I was standing with a friend on the subway platform late one evening travelling back from some much needed halal food at a Senegalese restaurant in Harlem, New York. I glanced up at an advertisement hoarding above me. A photo of one of the twin towers on fire was juxtaposed with a quotation from the Qur’an: ‘Soon We shall cast terror into the hearts of the Unbelievers’ with the explanation: ‘This is a paid advertisement sponsored by the AMERICAN FREEDOM DEFENSE INITIATIVE’, along with the serious-sounding web address TruthAboutQuran.Org.

A vision of a city that was the place I was born in, and sometimes the fugitive corners of all the other streets I’d ever wandered down, called to me insistently night after night. I walk the deserted routes of my childhood at dawn towards something unnamed. Then there is darkness and a full moon, a bright neon moon.
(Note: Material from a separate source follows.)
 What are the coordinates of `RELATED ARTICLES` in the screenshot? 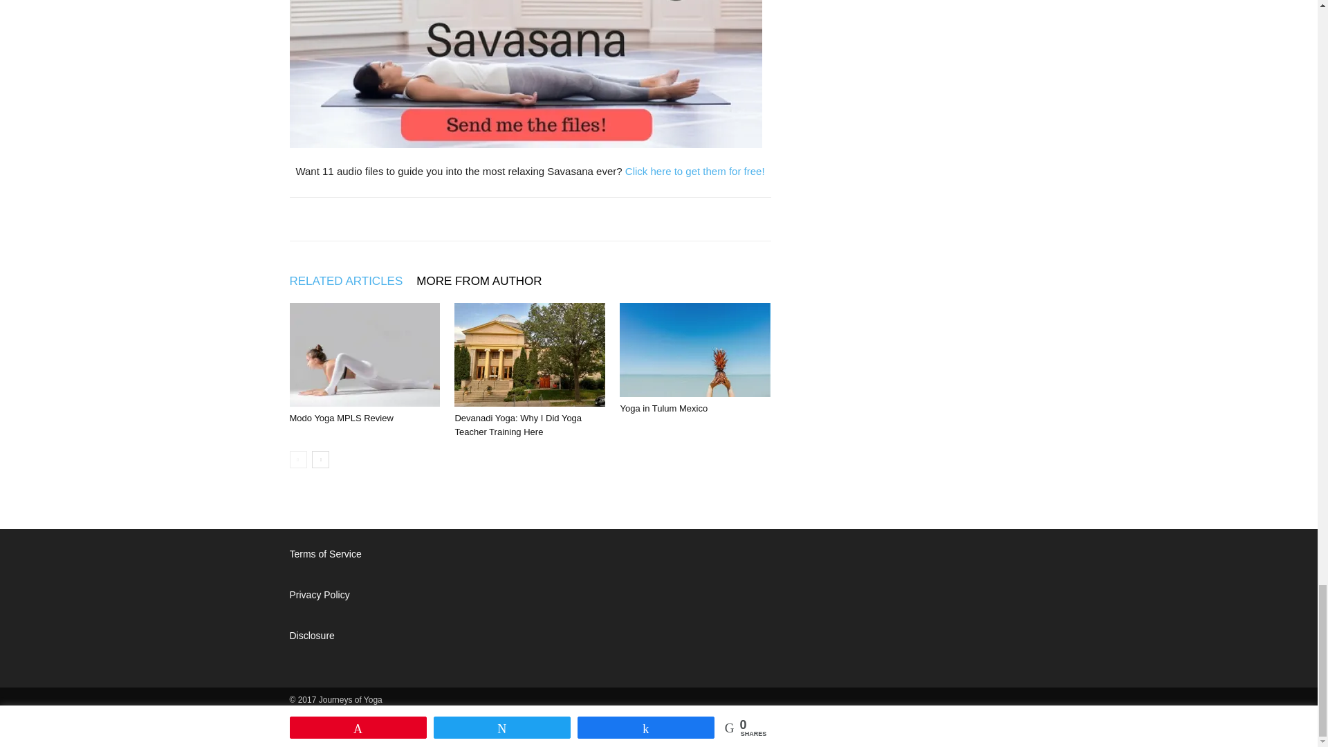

The Venice Biennale is regarded as one of the most prestigious cultural events in the international calendar. Its history dates back to 1895; since 1998, it has sought to place new work in a relationship with the past and promote a stronger dialogue with the viewer.

In July 1979, six months into the Iranian Revolution that brought Islamists into power, Ahmad Shamloo wrote a poem, ‘In This Dead-End’, that proved to be prophetic and captured what was to come.

There is no lack of books, pamphlets, scholarly tomes and polemical works on ‘Women in Islam’. Every genre is covered: classical, traditional, modernist and reformist. And we must not forget the digital media: a quick search on YouTube alone will generate over two million hits.

To paraphrase the classic pop song: men — what are they good for? Currently a consensus appears to be forming around the song’s riposte — absolutely nothing! In which case it may be necessary to issue the time-honoured alert to ground control: Houston, humanity has a problem.

A confession. In case you did not know I am a man. A generic, universal entity about which the seventeenth century French aristocrat Madame de Sevigne knew a thing or two. ‘The more I see of men’, she declared, ‘the more I admire dogs’. Knowing myself as well as I do, I appreciate her preference.